“Hmm.” One eyebrow flicks up.
“Tia, please just let me in.” I rub a hand across my jaw, not against begging. My voice sounds a bit like I feel—split wide open, cracked and bleeding out at the thought that I’ve somehow done something to hurt the person who’s quickly becoming the most important thing in my life.
Tia angles her head, eyes narrowed and assessing. One finger taps against her sweater, right above her bicep, like she’s considering.
Her mouth parts, but before she can utter whatever line she’s come up with, I hear Sloan’s voice, and my knees might actually buckle with relief.
“Tia. He can come in.”
Tia glances over her shoulder before holding up a single finger. “One moment please.”
She takes a step back and I think she’s about to let me in before the door starts to shut.
“Oh, come on!” I groan, entirely to Tia’s delight. Her eyebrows lift, this look I could only describe as devious scrawls across her features, and she looks so much like her brother, I debate pushing past her into the room.
But the door pulls open, and I get eyes on Sloan for the first time since she somehow evaded me in the library.
She doesn’t look any worse for the wear. I catalogue every inch of her, and I think I bleed a bit more when I see the dried tears streaking down her face.
But she looks the same otherwise, hair down, falling over the shoulders of her grey sweater, leggings tucked into big, slouchy white socks that used to belong to me before she stole them.
“Are you okay? Are you sick?” I ask, words all strangled and desperate.
She cuts Tia a look. “Don’t you have somewhere to be?”
“Do I?” Tia glances back and forth between us, chin resolutely pointed in the air.
“Yes,” Sloan and I both answer at the same time.
Tia rolls her eyes, raising her hands before turning and stalking back into their shared room, making a big show of packing her bag and grabbing the textbooks strewn across her rumpled bedding.
Sloan waits, arms wrapped around her middle, blinking while Hurricane Tia spins around the room.
She doesn’t make any moves to come closer to me, or to do anything at all really, until Tia pulls open the door again with a dramatic flourish, pointing a bony finger at me in a gesture that’s probably supposed to be menacing.
I’m not sure the desired effect is achieved, but I can’t really say because the only thing I care about is the girl who just dropped to the edge of her bed to sit, feet dangling off because both she and Tia added these risers under them to create more storage.
The white bedding pools around her, and she looks beautiful despite the whole thing, with the lights strewn along the wall behind her twinkling, interspersed with different Polaroids and photos.
“Can I sit?” I grip my jaw again before pointing towards the empty space beside her on the bed.
A small shrug, and I take that as a yes.
My quad twinges uncomfortably when I drop beside her, and I dig a fist into it before glancing sideways at her, helpless.
“What did I do?” I ask, words rough.
Sloan stares determinedly ahead, and a new, fresh tear rolls down her cheek, and before I can reach forward, she bats it away with her hand.
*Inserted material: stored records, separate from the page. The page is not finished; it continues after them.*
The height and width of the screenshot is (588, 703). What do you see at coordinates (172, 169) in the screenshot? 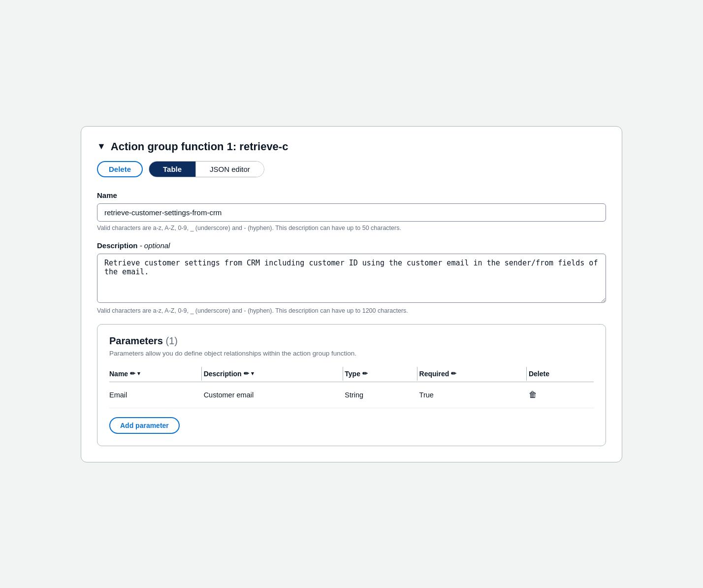
I see `tab-table: Table` at bounding box center [172, 169].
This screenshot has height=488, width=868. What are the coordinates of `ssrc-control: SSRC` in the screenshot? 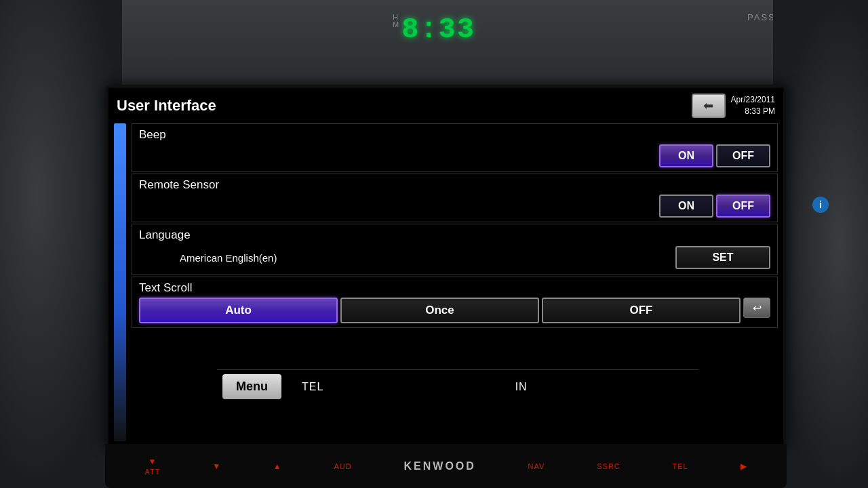 It's located at (609, 466).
“You laughed,” she whispers, voice impossibly small.
I give my head a shake, brow furrowed, and I shift so I can face her. She doesn’t recoil or shy away, so I take that as an invitation to lean closer, reaching out and swiping a thumb across her cheek.
She doesn’t elaborate, but she does angle her head so she can rest against my palm.
I think there’d be a lot of people who might press, say the whole thing was ridiculous and preposterous, tell her she was being dramatic because nothing really happened.
It’s been three months, and maybe it’s a drop in the proverbial bucket of time—but it’s been enough to learn a few things about Sloan.